Filling out the questionnaire was a matter of simple logic. He clicked on all bones and entered no CHILDHOOD BREAKS, POTENTIAL ADULT BREAKS. The kid didn't break his leg playing football at high school, but he might have broken it later in a training accident. Service medical records were sometimes lost. He spent a lot of time on the dental section of the questionnaire. He entered a full description of each tooth as last recorded. He marked the filled cavities, and against each good toqth he entered potential cavity. It was the only way to prevent mistakes. Simple logic. A good tooth can go bad later and need treatment, but a filled cavity can't ever disappear. He stared at the X-rays and against s.p.a.cing he entered even, and against size he entered even again. The rest of the questionnaire he left blank. Some diseases showed up in the skeleton, but not colds and flu and bronchitis.
He reviewed his work and at seven o'clock exactly he hit search. The hard disk whirred and chattered in the morning silence and the software started its patient journey through the database.
They landed ten minutes ahead of schedule, just before the peak of noon, East Coast time. They came in low over the glittering waters of Jamaica Bay and put down facing east before turning back and taxiing slowly to the terminal. Jodie reset her watch and was on her feet before the plane stopped moving, which was a transgression they don't chide you for in first cla.s.s.

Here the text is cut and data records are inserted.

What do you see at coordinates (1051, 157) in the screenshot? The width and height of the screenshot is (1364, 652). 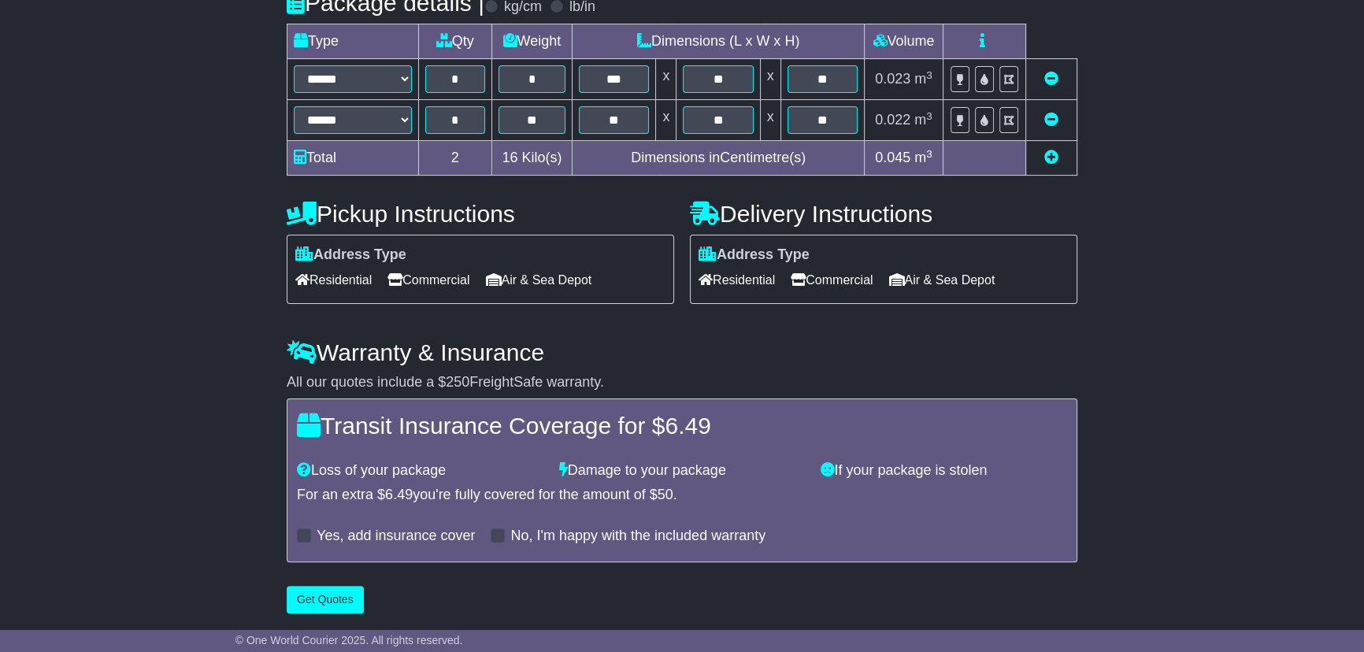 I see `a: Add new item` at bounding box center [1051, 157].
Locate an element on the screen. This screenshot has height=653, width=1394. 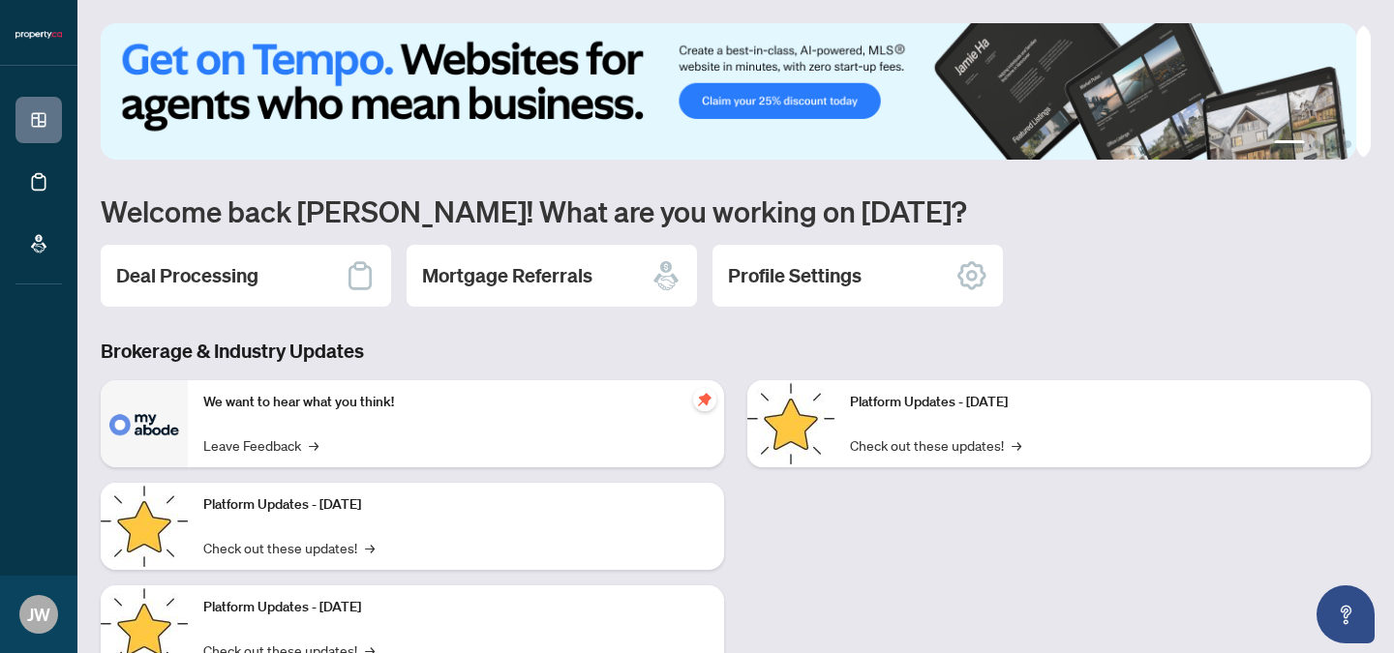
button: 1 is located at coordinates (1289, 144).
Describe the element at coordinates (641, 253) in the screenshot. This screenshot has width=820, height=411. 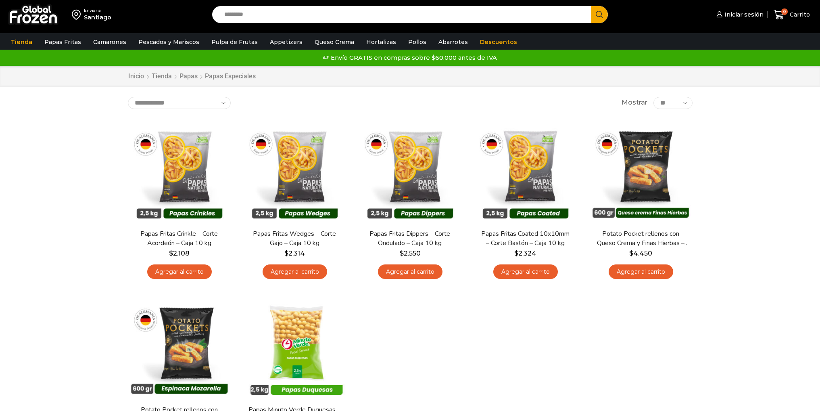
I see `bdi: 4.450` at that location.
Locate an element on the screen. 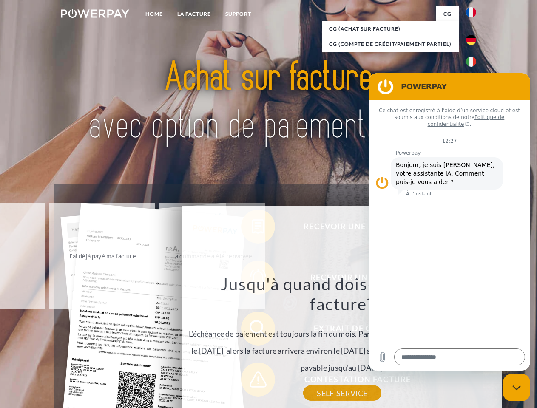 The height and width of the screenshot is (408, 537). p: À l’instant is located at coordinates (50, 121).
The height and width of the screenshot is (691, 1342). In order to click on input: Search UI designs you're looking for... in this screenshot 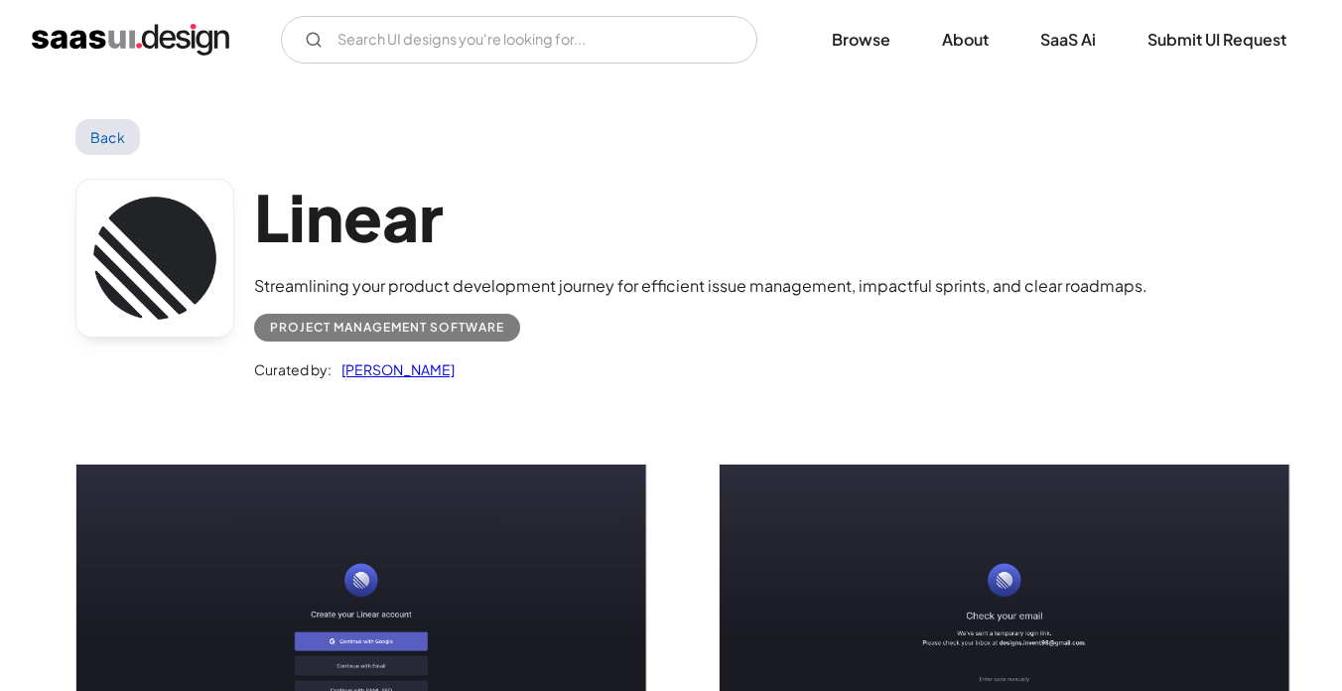, I will do `click(519, 40)`.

'Let's go,' she said. 'I'm real tight for time.'
They were lined up by the door before it opened. Reacher carried her bag out into the jet way and she hurried ahead of him all the way through the terminal and outside. The Lincoln Navigator was still there in the short-term lot, big and black and obvious, and it cost fifty-eight of Rutter's dollars to drive it out.
'Do I have time for a shower?' she asked herself.
Reacher put his comment into hustling faster than he should along the Van Wyck. The Long Island Expressway was moving freely west to the tunnel. They were in Manhattan within twenty minutes of touching down and heading south on Broadway near her place within thirty.
'I'm still going to check it out,' he told her. 'Shower or no shower.'
She nodded. Being back in the city had brought back the worry.
'OK, but be quick.'
He limited it to stopping on the street outside her door and making a visual check of the lobby. n.o.body there. They dumped the car and went up to five and down the fire stairs to four. The building was quiet and deserted. The apartment was empty and undisturbed. The Mondrian copy glowed in the bright daylight. Twelve-thirty in the afternoon.
'Ten minutes,' she said. 'Then you can drive me to the office, OK?'
'How will you get to the meeting?'
'We have a driver,' she said. 'He'll take me.'
She ran through the living room to the bedroom, shedding clothes as she went.
'You need to eat?' Reacher called after her.
'No time,' she called back.
She spent five minutes in the shower and five minutes in the closet. She came out with a charcoal dress and a matching jacket.
'Find my briefcase, OK?' she yelled.
She combed her hair and used a hair dryer on it. Limited her make-up to a touch of eyeliner and lipstick. Checked herself in the mirror and ran back to the living room. He had her briefcase waiting for her. He carried it down to the car.
'Take my keys,' she said. 'Then you can get back in. I'll call you from the office and you can come pick me up.'
It took seven minutes to get opposite the little plaza outside her building. She slid out of the car at five minutes to one.